On 8/10/11 10:46 AM, Jacob Carlborg wrote:
On 2011-08-10 17:55, Dmitry Olshansky wrote:
On 10.08.2011 18:54, Jacob Carlborg wrote:
Interesting idea, one problem with it is that I want this:

auto m = match("bleh", "bleh");
writeln(m);

to actually print "bleh", not true
Right now due to a carry over bug from std.regex (interface thing)
writln(m) will just do a stackoverflow, m.hit however works.

No, that won't be any problem:

struct Foo
{
bool b;
alias b this;
}

auto f = Foo();
static assert(is(typeof(f) == Foo));

The above assert passes as expected.
That may be all well, but try writeln on it, what will it print?

Hmm, it doesn't print anything, I think it looks like a bug in writeln.

After some experience with alias this I had to conclude that it's rather
blunt tool, and I'd rather stay away of it.
Actually I like Steven's opCast suggestion, so that it works in
conditionals.

Oh, I didn't know that it would work implicitly in conditionals. Then
I'm happy with opCast :)

That's pretty cool actually because it naturally extends the built-in approach. When you do e.g. if (pointer) that's really equivalent to if (cast(bool) pointer) and so on.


▸ TASK BRIEF
All that is needed is the line containing "Identify the location of div: Finance." together with each line after it, transcribed exactly to the end of the records.

-- RECORDS SUPPLIED follows --

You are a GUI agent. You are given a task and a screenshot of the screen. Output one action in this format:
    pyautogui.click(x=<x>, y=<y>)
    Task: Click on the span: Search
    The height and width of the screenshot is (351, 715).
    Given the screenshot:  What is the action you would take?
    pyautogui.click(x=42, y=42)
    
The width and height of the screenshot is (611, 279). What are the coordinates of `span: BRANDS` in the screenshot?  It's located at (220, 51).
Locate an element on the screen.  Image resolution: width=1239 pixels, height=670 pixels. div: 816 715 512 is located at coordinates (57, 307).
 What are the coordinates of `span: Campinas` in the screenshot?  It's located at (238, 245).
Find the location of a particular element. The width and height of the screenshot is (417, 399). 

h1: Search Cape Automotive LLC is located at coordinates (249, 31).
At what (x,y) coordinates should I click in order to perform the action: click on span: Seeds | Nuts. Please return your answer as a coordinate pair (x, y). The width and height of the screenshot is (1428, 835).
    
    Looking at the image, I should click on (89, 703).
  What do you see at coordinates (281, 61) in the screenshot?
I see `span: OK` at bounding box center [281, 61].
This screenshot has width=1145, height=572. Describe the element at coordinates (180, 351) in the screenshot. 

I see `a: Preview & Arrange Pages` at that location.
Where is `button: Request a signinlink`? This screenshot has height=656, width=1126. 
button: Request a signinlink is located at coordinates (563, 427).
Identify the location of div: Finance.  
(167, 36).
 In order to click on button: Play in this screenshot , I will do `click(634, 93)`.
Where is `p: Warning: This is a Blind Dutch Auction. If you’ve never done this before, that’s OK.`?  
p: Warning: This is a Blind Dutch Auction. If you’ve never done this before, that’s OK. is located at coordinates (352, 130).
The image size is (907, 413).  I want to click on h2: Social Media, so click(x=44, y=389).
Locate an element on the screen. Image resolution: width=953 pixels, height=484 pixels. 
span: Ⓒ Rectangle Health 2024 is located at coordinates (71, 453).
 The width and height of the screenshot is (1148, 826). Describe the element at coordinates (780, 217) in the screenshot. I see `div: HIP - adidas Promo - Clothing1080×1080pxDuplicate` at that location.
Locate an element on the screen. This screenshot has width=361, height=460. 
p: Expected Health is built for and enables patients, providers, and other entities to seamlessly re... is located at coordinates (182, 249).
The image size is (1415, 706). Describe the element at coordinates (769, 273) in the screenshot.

-- RECORDS SUPPLIED concluded --

▸ REPLY TO THE EXERCISE
Identify the location of div: Finance.  
(167, 36).
 In order to click on button: Play in this screenshot , I will do `click(634, 93)`.
Where is `p: Warning: This is a Blind Dutch Auction. If you’ve never done this before, that’s OK.`?  
p: Warning: This is a Blind Dutch Auction. If you’ve never done this before, that’s OK. is located at coordinates (352, 130).
The image size is (907, 413).  I want to click on h2: Social Media, so click(x=44, y=389).
Locate an element on the screen. Image resolution: width=953 pixels, height=484 pixels. 
span: Ⓒ Rectangle Health 2024 is located at coordinates (71, 453).
 The width and height of the screenshot is (1148, 826). Describe the element at coordinates (780, 217) in the screenshot. I see `div: HIP - adidas Promo - Clothing1080×1080pxDuplicate` at that location.
Locate an element on the screen. This screenshot has width=361, height=460. 
p: Expected Health is built for and enables patients, providers, and other entities to seamlessly re... is located at coordinates (182, 249).
The image size is (1415, 706). Describe the element at coordinates (769, 273) in the screenshot.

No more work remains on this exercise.